The main problem I see with a lot of remote companies is that they seem to be overloaded with applications to the point they are making strange decisions about how to filter applicants. They also almost always require you to do some type of project which is a big commitment if you're applying to a lot of places. My best application experience apart from the one that hired me was Duck Duck Go. They pay you to do the project and I feel that is a far better approach. That way they don't have to feel bad about turning you down because hey you get paid, and you don't feel so bad about not getting it because hey you got paid.
I ultimately got a much better position at a fully remote company than I would have gotten at Zapier so it wasn't a matter of me overestimating my worth either.
I also found that a lot of the well known fully remote companies take forever to respond to you, gitlab, zapier, and DDG were the most responsive and communicative during the process, but I have some that I applied to 2 months ago that are just now emailing me to set up video screens. Startup companies tend to be the most responsive, I would get video screen invites sometimes within minutes after sending an email out.
In essence, if you require a project to be done for an interview regardless of the time limits and the applicant makes a reasonable effort and demonstrates adequate competency then IMO you should always give them an interview. If you're looking for something perfect then pay them. If you put hard time requirements on the project and expect it to be flawless you give off the impression that people are required to work under pressure.
That being said, I think it might be worth considering giving people the option of a take home project or a long interview. I know one guy who refuses to do take home projects and rather just sit in an interview all day and other friends who are the exact opposite.
If your first interaction with candidates, even from a huge, huge open pipeline of applications, is an automatic request for a time-intensive project or skills assessment, something is very broken with that hiring process.
You simply have to pay the (high & difficult) cost of evaluating & filtering applications and then having a detailed conversation with the small number of applicants you choose to move forward with. You need to understand their technical interests and match to the role, and let them ask lots of questions to even know if they are interested enough to invest time in the rest of the interviewing.
Personally one major change I’ve instituted over a few years in the ML & data science pipeline at my company is that we only do a technical conversational interview, no shared screen coding or take home project at all, it just doesn’t tell you anything, and counterintuitively you end up wasting more time and money administering it than if you just bring people onsite sooner and bite the bullet to evaluate them in a full interview day.
There's a whole slew of unfamiliar problems that come with remote work - and I believe that these companies are pioneering something that will become the norm one day. Work life balance is a serious problem, as well as relationship building. It seems to me that distributed companies have a hard cap on size before the disadvantages of remote become too cumbersome. These problems require creative solutions, and it's awesome to be able to contribute to it. However, it's difficult for me to identify which problems are caused by the remote-first culture, and which problems can just be attributed to the company itself.
This really resonates with my experience. What is my mindset vs what is inherent in the company/remote-work in general?
Work life balance is a serious problem
Do you feel more compelled to work all the time compared to a regular office job ?For example, Gitlab’s “compensation principles” [0] are horrifying to me. I could absolutely never work for an employer who openly acknowledges people who provide the same value to the company are explicitly paid less because of location, in a situation (unlike with physical offices in different locations) where there is no excuse for it.
[0]: https://about.gitlab.com/handbook/people-group/global-compen...
Notably it’s not just about paying different rates to different locales. They also actively adjust your salary if you move, even though it has no effect on them at that point (they are already paying you a certain rate at that point and don’t depend on your location). And they control the definition of multiplicative factors that determine pay between locations (instead of it being a negotiation), and those multiples are often ludicrously wrong (e.g. NYC & London compared to SF).
I asked him about fairness and he thinks it's fine. He finds that CoL should be paid according to area. When the company has a regional meet-up, he knows that people from around the region have the same capability to buy "tertiary" things, and that's a signal of fairness to him.
I'm not saying this is the right approach; just maybe a thought that companies have done this for longer than software companies.
For example, if I put in my own level on the compensation calculator of GitLab [0](Junior level, Learning The Role, FE Engineer, 0-2 years experience, living in Jakarta, Indonesia), I get $48k/year. That is pretty much the top 5% income bracket, not considering level. Entry level programmers here are paid $500-$1500 here, amounting to $18k/year at the most. That is a really large gap, and the vast majority would take it.
[0]: https://about.gitlab.com/handbook/people-group/global-compen...
Interesting! SF & NY based companies do it all the time.
> It’s a bit hard to tell whether 3,000 employees are a part of the TopTal freelance workforce or actually working on the core software platform of the company, but we’ll give them credit and say that they’re three thousand strong and a fully-remote, distributed company.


Exercise objective ::
Return only how many lines in the data include the string "left".

Source material ::
========

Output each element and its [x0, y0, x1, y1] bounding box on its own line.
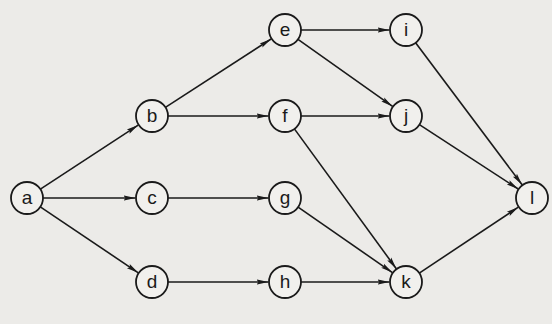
- node-label: l: [530, 187, 534, 208]
- edges-layer: [40, 30, 522, 282]
- node-label: b: [147, 105, 158, 126]
- node-label: h: [280, 271, 291, 292]
- node-f: f: [269, 100, 301, 132]
- node-label: c: [147, 187, 157, 208]
- node-c: c: [136, 182, 168, 214]
- node-label: f: [282, 105, 288, 126]
- node-label: g: [280, 187, 291, 208]
- edge-a-d: [40, 207, 138, 273]
- node-l: l: [516, 182, 548, 214]
- edge-j-l: [419, 125, 518, 189]
- edge-f-k: [294, 129, 396, 269]
- node-label: i: [404, 19, 408, 40]
- node-label: a: [22, 187, 33, 208]
- node-i: i: [390, 14, 422, 46]
- node-label: d: [147, 271, 158, 292]
- node-e: e: [269, 14, 301, 46]
- node-h: h: [269, 266, 301, 298]
- edge-i-l: [416, 43, 522, 185]
- node-b: b: [136, 100, 168, 132]
- edge-a-b: [40, 125, 138, 189]
- node-label: k: [401, 271, 411, 292]
- edge-b-e: [165, 39, 271, 107]
- edge-g-k: [298, 207, 392, 273]
- node-g: g: [269, 182, 301, 214]
- node-label: e: [280, 19, 291, 40]
- graph-canvas: abcdefghijkl: [0, 0, 552, 324]
- node-a: a: [11, 182, 43, 214]
- edge-k-l: [419, 207, 518, 273]
- node-label: j: [403, 105, 408, 126]
- node-k: k: [390, 266, 422, 298]
- node-d: d: [136, 266, 168, 298]
- node-j: j: [390, 100, 422, 132]
- edge-e-j: [298, 39, 393, 106]
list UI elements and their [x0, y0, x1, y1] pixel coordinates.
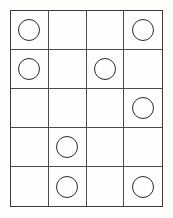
grid-figure [10, 10, 163, 207]
grid-cell [11, 167, 49, 206]
grid-cell [87, 89, 125, 128]
grid-cell [11, 50, 49, 89]
circle-icon [18, 19, 40, 41]
grid-cell [49, 89, 87, 128]
circle-icon [18, 58, 40, 80]
circle-icon [132, 176, 154, 198]
grid-cell [49, 167, 87, 206]
grid-cell [87, 128, 125, 167]
grid-cell [11, 89, 49, 128]
grid-cell [11, 128, 49, 167]
circle-icon [56, 136, 78, 158]
grid-cell [49, 128, 87, 167]
grid-cell [87, 50, 125, 89]
grid-cell [124, 89, 162, 128]
circle-icon [56, 176, 78, 198]
circle-icon [132, 97, 154, 119]
grid-cell [124, 50, 162, 89]
grid-cell [11, 11, 49, 50]
grid-cell [124, 128, 162, 167]
grid-cell [49, 50, 87, 89]
circle-icon [94, 58, 116, 80]
grid-cell [87, 167, 125, 206]
grid-cell [49, 11, 87, 50]
grid-cell [124, 167, 162, 206]
grid-cell [124, 11, 162, 50]
grid-cell [87, 11, 125, 50]
circle-icon [132, 19, 154, 41]
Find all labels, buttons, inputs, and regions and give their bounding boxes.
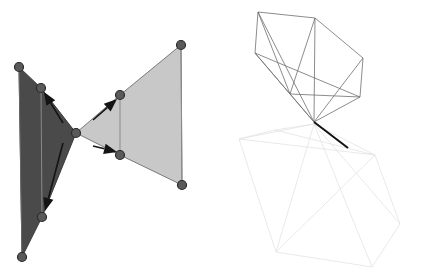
wireframe-edge xyxy=(255,12,258,53)
wireframe-edge xyxy=(314,58,363,122)
wireframe-lower-cone-faint xyxy=(239,124,400,267)
wireframe-edge xyxy=(258,12,315,18)
wireframe-edge xyxy=(255,53,360,97)
vertex-marker xyxy=(116,91,125,100)
vertex-marker xyxy=(15,63,24,72)
wireframe-edge xyxy=(275,124,314,130)
vertex-marker xyxy=(177,41,186,50)
wireframe-edge xyxy=(314,124,372,267)
wireframe-edge xyxy=(276,252,372,267)
left-panel-group xyxy=(15,41,187,262)
vertex-marker xyxy=(38,213,47,222)
wireframe-edge xyxy=(314,18,315,122)
vertex-marker xyxy=(18,253,27,262)
wireframe-edge xyxy=(314,124,400,224)
right-light-polygon xyxy=(76,45,182,185)
direction-arrowhead xyxy=(43,197,53,211)
wireframe-edge xyxy=(239,139,375,155)
vertex-marker xyxy=(37,84,46,93)
wireframe-upper-cone xyxy=(255,12,363,122)
wireframe-edge xyxy=(372,224,400,267)
wireframe-edge xyxy=(276,124,314,252)
wireframe-edge xyxy=(314,97,360,122)
wireframe-edge xyxy=(239,139,276,252)
wireframe-edge xyxy=(375,155,400,224)
wireframe-edge xyxy=(258,12,314,122)
diagram-canvas xyxy=(0,0,424,277)
vertex-marker xyxy=(72,129,81,138)
wireframe-edge xyxy=(258,12,290,94)
wireframe-edge xyxy=(315,18,363,58)
right-panel-group xyxy=(239,12,400,267)
vertex-marker xyxy=(116,151,125,160)
geometry-figure-svg xyxy=(0,0,424,277)
vertex-marker xyxy=(178,181,187,190)
wireframe-edge xyxy=(360,58,363,97)
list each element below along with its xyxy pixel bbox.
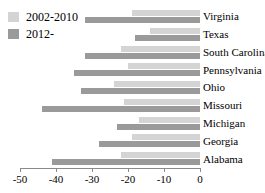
bar-group xyxy=(20,97,200,115)
category-label: Virginia xyxy=(203,8,265,26)
bar-group xyxy=(20,61,200,79)
bar xyxy=(85,17,200,23)
category-label: Pennsylvania xyxy=(203,61,265,79)
category-label: Georgia xyxy=(203,132,265,150)
bar xyxy=(81,88,200,94)
bar-group xyxy=(20,150,200,168)
bar xyxy=(121,46,200,52)
x-axis-line xyxy=(20,168,200,169)
legend-label-2002-2010: 2002-2010 xyxy=(26,11,78,23)
bar xyxy=(74,70,200,76)
bar xyxy=(85,53,200,59)
bar xyxy=(124,99,200,105)
category-axis-labels: VirginiaTexasSouth CarolinaPennsylvaniaO… xyxy=(203,8,265,168)
bar xyxy=(121,152,200,158)
bar xyxy=(132,10,200,16)
category-label: Michigan xyxy=(203,115,265,133)
bar-group xyxy=(20,44,200,62)
bar xyxy=(150,28,200,34)
category-label: Ohio xyxy=(203,79,265,97)
bar-group xyxy=(20,132,200,150)
x-axis-tick-label: -10 xyxy=(157,174,172,185)
x-axis-tick xyxy=(200,168,201,172)
chart-legend: 2002-2010 2012- xyxy=(8,8,78,42)
x-axis-tick xyxy=(128,168,129,172)
bar-group xyxy=(20,79,200,97)
x-axis-tick-label: -50 xyxy=(13,174,28,185)
bar xyxy=(139,117,200,123)
bar xyxy=(99,141,200,147)
bar xyxy=(42,106,200,112)
x-axis-tick-label: -30 xyxy=(85,174,100,185)
x-axis-tick-label: -40 xyxy=(49,174,64,185)
bar xyxy=(132,134,200,140)
bar xyxy=(135,35,200,41)
x-axis-tick xyxy=(56,168,57,172)
x-axis-tick-label: 0 xyxy=(197,174,203,185)
category-label: Alabama xyxy=(203,150,265,168)
legend-label-2012: 2012- xyxy=(26,28,54,40)
bar xyxy=(114,81,200,87)
bar xyxy=(52,159,200,165)
category-label: Texas xyxy=(203,26,265,44)
bar xyxy=(117,124,200,130)
category-label: South Carolina xyxy=(203,44,265,62)
x-axis-tick xyxy=(20,168,21,172)
x-axis-tick xyxy=(92,168,93,172)
x-axis-tick xyxy=(164,168,165,172)
bar-group xyxy=(20,115,200,133)
legend-item-late: 2012- xyxy=(8,25,78,42)
bar xyxy=(128,63,200,69)
category-label: Missouri xyxy=(203,97,265,115)
legend-swatch-2002-2010 xyxy=(8,12,19,22)
legend-swatch-2012 xyxy=(8,29,19,39)
bar-chart: 2002-2010 2012- VirginiaTexasSouth Carol… xyxy=(0,0,265,193)
legend-item-early: 2002-2010 xyxy=(8,8,78,25)
x-axis-tick-label: -20 xyxy=(121,174,136,185)
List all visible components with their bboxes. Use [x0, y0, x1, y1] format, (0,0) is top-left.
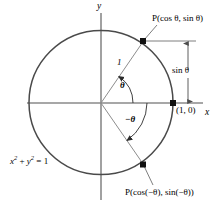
leader-line-upper [144, 25, 157, 40]
x-axis-label: x [205, 108, 209, 118]
angle-theta-label: θ [120, 81, 125, 90]
radius-length-label: 1 [117, 58, 122, 67]
figure-canvas [0, 0, 221, 208]
sine-measure-label: sin θ [172, 66, 189, 75]
point-one-zero-label: (1, 0) [176, 106, 196, 115]
point-marker-p-upper [140, 38, 146, 44]
point-label-p-upper: P(cos θ, sin θ) [152, 14, 203, 23]
equation-equals-one: = 1 [34, 156, 48, 166]
radius-ray-upper [101, 41, 144, 103]
radius-ray-lower [101, 103, 144, 165]
leader-line-lower [144, 166, 153, 185]
point-label-p-lower: P(cos(−θ), sin(−θ)) [125, 188, 194, 197]
angle-negative-theta-label: −θ [125, 115, 135, 124]
equation-plus: + [17, 156, 27, 166]
unit-circle-figure: y x P(cos θ, sin θ) P(cos(−θ), sin(−θ)) … [0, 0, 221, 208]
y-axis-label: y [97, 2, 101, 12]
point-marker-p-lower [140, 162, 146, 168]
circle-equation-label: x2 + y2 = 1 [10, 155, 48, 166]
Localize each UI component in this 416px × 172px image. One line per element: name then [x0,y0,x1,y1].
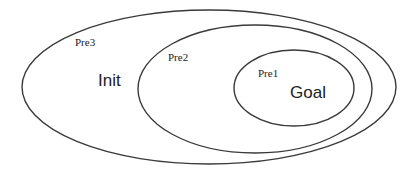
pre1-label: Pre1 [258,67,278,79]
pre2-ellipse [138,25,372,153]
pre3-label: Pre3 [75,36,96,48]
goal-label: Goal [290,83,326,102]
pre2-label: Pre2 [168,51,188,63]
nested-sets-diagram: Pre3 Init Pre2 Pre1 Goal [0,0,416,172]
pre3-ellipse [22,10,396,164]
init-label: Init [98,71,121,90]
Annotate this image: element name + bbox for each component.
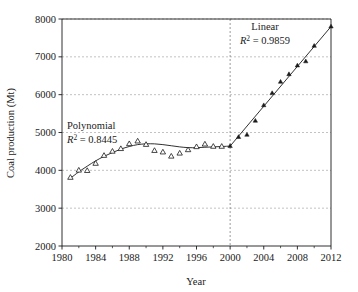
- y-tick-label-6000: 6000: [35, 89, 56, 100]
- y-tick-label-5000: 5000: [35, 127, 56, 138]
- chart-figure: 198019841988199219962000200420082012 200…: [0, 0, 358, 292]
- x-tick-label-2012: 2012: [321, 252, 342, 263]
- x-axis-title: Year: [186, 276, 206, 287]
- y-tick-label-7000: 7000: [35, 51, 56, 62]
- x-tick-label-1984: 1984: [85, 252, 107, 263]
- x-tick-label-1996: 1996: [186, 252, 207, 263]
- y-tick-label-3000: 3000: [35, 203, 56, 214]
- x-tick-label-1988: 1988: [119, 252, 140, 263]
- y-axis-title: Coal production (Mt): [5, 88, 17, 178]
- x-tick-label-1980: 1980: [52, 252, 73, 263]
- linear-annotation-label: Linear: [251, 21, 279, 32]
- lin-r2-value: = 0.9859: [250, 35, 290, 46]
- y-tick-label-2000: 2000: [35, 241, 56, 252]
- x-axis-tick-labels-group: 198019841988199219962000200420082012: [52, 252, 342, 263]
- polynomial-annotation-label: Polynomial: [67, 120, 116, 131]
- coal-production-chart: 198019841988199219962000200420082012 200…: [0, 0, 358, 292]
- x-tick-label-2008: 2008: [287, 252, 308, 263]
- x-tick-label-1992: 1992: [152, 252, 173, 263]
- poly-r2-value: = 0.8445: [77, 134, 117, 145]
- y-tick-label-4000: 4000: [35, 165, 56, 176]
- x-tick-label-2000: 2000: [220, 252, 241, 263]
- y-tick-label-8000: 8000: [35, 14, 56, 25]
- x-tick-label-2004: 2004: [253, 252, 275, 263]
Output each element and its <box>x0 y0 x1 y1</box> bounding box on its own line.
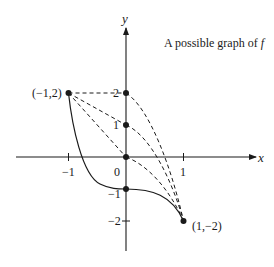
y-tick-label-2: 2 <box>113 86 119 100</box>
point-label-1-neg2: (1,−2) <box>192 219 222 233</box>
x-tick-label-0: 0 <box>114 165 120 179</box>
x-tick-label-neg1: −1 <box>62 165 75 179</box>
y-tick-label-neg1: −1 <box>108 187 121 201</box>
graph-title: A possible graph of f <box>164 36 266 50</box>
point-0-1 <box>123 122 129 128</box>
y-tick-label-1: 1 <box>113 118 119 132</box>
point-0-2 <box>123 90 129 96</box>
point-label-neg1-2: (−1,2) <box>32 86 62 100</box>
point-neg1-2 <box>66 90 72 96</box>
x-tick-label-1: 1 <box>180 165 186 179</box>
graph-diagram: y x −1 0 1 2 1 −1 −2 (−1,2) (1,−2) A pos… <box>0 0 274 267</box>
point-0-neg1 <box>123 186 129 192</box>
point-0-0 <box>123 154 129 160</box>
point-1-neg2 <box>181 218 187 224</box>
y-axis-label: y <box>120 11 128 26</box>
y-tick-label-neg2: −2 <box>108 214 121 228</box>
x-axis-label: x <box>257 150 264 165</box>
title-prefix: A possible graph of <box>164 36 261 50</box>
title-function: f <box>261 36 266 50</box>
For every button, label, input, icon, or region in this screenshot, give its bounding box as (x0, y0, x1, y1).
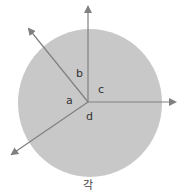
angle-label-b: b (76, 68, 83, 79)
angle-diagram (0, 0, 181, 194)
angle-label-a: a (66, 95, 73, 106)
angle-label-c: c (98, 84, 104, 95)
circle-region (18, 29, 162, 177)
diagram-caption: 각 (83, 180, 93, 191)
angle-label-d: d (86, 111, 93, 122)
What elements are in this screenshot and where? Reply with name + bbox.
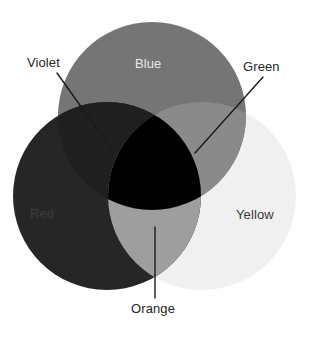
venn-diagram: Violet Blue Green Red Yellow Orange (0, 0, 309, 338)
label-violet: Violet (27, 55, 60, 70)
venn-canvas (0, 0, 309, 338)
label-red: Red (30, 206, 54, 221)
label-green: Green (243, 59, 280, 74)
label-yellow: Yellow (236, 207, 274, 222)
label-orange: Orange (131, 301, 175, 316)
label-blue: Blue (135, 56, 161, 71)
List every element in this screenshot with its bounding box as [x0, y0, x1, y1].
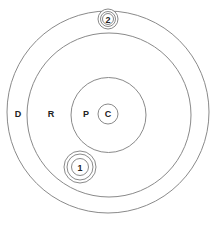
marker-1: 1 [64, 151, 96, 183]
label-c: C [105, 109, 112, 119]
marker-2: 2 [98, 9, 118, 29]
marker-1-label: 1 [77, 163, 82, 173]
concentric-diagram: 2 1 D R P C [0, 0, 216, 226]
marker-2-label: 2 [105, 15, 110, 25]
label-d: D [15, 109, 22, 119]
label-p: P [83, 109, 89, 119]
label-r: R [48, 109, 55, 119]
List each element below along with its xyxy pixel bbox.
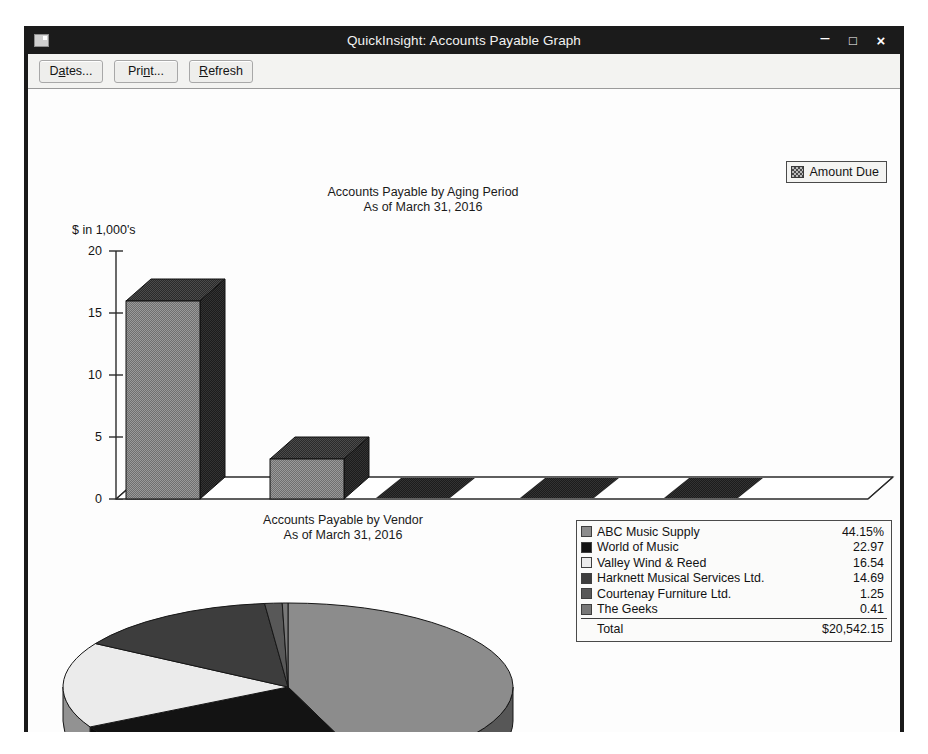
y-axis-title: $ in 1,000's <box>72 223 136 237</box>
pie-chart-subtitle: As of March 31, 2016 <box>178 528 508 543</box>
y-tick-15: 15 <box>88 306 102 320</box>
application-window: QuickInsight: Accounts Payable Graph – □… <box>24 26 904 732</box>
bar-1-30 <box>270 437 369 499</box>
legend-total-value: $20,542.15 <box>822 622 887 636</box>
y-axis-ticks: 20 15 10 5 0 <box>88 244 123 506</box>
title-bar: QuickInsight: Accounts Payable Graph – □… <box>28 26 900 54</box>
refresh-button-accel: R <box>199 64 208 78</box>
y-tick-5: 5 <box>95 430 102 444</box>
legend-swatch-icon <box>581 542 592 553</box>
pie-chart-legend: ABC Music Supply 44.15% World of Music 2… <box>576 520 892 642</box>
refresh-button[interactable]: Refresh <box>189 60 253 83</box>
pie-chart-title-block: Accounts Payable by Vendor As of March 3… <box>178 513 508 543</box>
legend-label: Harknett Musical Services Ltd. <box>597 571 853 585</box>
legend-row: ABC Music Supply 44.15% <box>581 524 887 540</box>
graph-canvas: Accounts Payable by Aging Period As of M… <box>28 89 900 732</box>
close-icon[interactable]: × <box>874 33 888 48</box>
pie-slice-1 <box>288 603 513 732</box>
y-tick-0: 0 <box>95 492 102 506</box>
legend-value: 14.69 <box>853 571 887 585</box>
legend-row: Courtenay Furniture Ltd. 1.25 <box>581 586 887 602</box>
legend-label: Courtenay Furniture Ltd. <box>597 587 860 601</box>
legend-row: Valley Wind & Reed 16.54 <box>581 555 887 571</box>
minimize-icon[interactable]: – <box>818 30 832 46</box>
legend-row: Harknett Musical Services Ltd. 14.69 <box>581 571 887 587</box>
print-button-label-end: t... <box>150 64 164 78</box>
dates-button[interactable]: Dates... <box>39 60 103 83</box>
window-title: QuickInsight: Accounts Payable Graph <box>28 33 900 48</box>
pie-chart-plot <box>28 569 588 732</box>
legend-value: 0.41 <box>860 602 887 616</box>
print-button-label: Pri <box>128 64 143 78</box>
toolbar: Dates... Print... Refresh <box>28 54 900 89</box>
y-tick-20: 20 <box>88 244 102 258</box>
screen: QuickInsight: Accounts Payable Graph – □… <box>0 0 928 754</box>
bar-chart-legend-label: Amount Due <box>810 165 879 179</box>
legend-total-label: Total <box>581 622 822 636</box>
maximize-icon[interactable]: □ <box>846 34 860 47</box>
print-button[interactable]: Print... <box>114 60 178 83</box>
legend-swatch-icon <box>581 526 592 537</box>
dates-button-accel: a <box>58 64 65 78</box>
legend-label: The Geeks <box>597 602 860 616</box>
legend-total-row: Total $20,542.15 <box>581 618 887 637</box>
legend-value: 22.97 <box>853 540 887 554</box>
dates-button-label: D <box>49 64 58 78</box>
legend-label: World of Music <box>597 540 853 554</box>
y-tick-10: 10 <box>88 368 102 382</box>
chart-floor <box>116 477 893 499</box>
legend-label: ABC Music Supply <box>597 525 842 539</box>
amount-due-swatch-icon <box>791 166 804 178</box>
legend-label: Valley Wind & Reed <box>597 556 853 570</box>
legend-value: 1.25 <box>860 587 887 601</box>
legend-value: 44.15% <box>842 525 887 539</box>
legend-row: World of Music 22.97 <box>581 540 887 556</box>
bar-chart-title: Accounts Payable by Aging Period <box>258 185 588 200</box>
legend-swatch-icon <box>581 557 592 568</box>
legend-row: The Geeks 0.41 <box>581 602 887 618</box>
bar-chart-legend: Amount Due <box>786 161 887 183</box>
refresh-button-label: efresh <box>208 64 243 78</box>
pie-chart-title: Accounts Payable by Vendor <box>178 513 508 528</box>
dates-button-label-end: tes... <box>65 64 92 78</box>
legend-value: 16.54 <box>853 556 887 570</box>
print-button-accel: n <box>143 64 150 78</box>
window-controls: – □ × <box>818 32 900 48</box>
bar-chart-plot: $ in 1,000's 20 15 10 5 0 <box>28 209 900 509</box>
app-window-icon <box>34 34 49 47</box>
bar-current <box>126 279 225 499</box>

========

Reply ::
2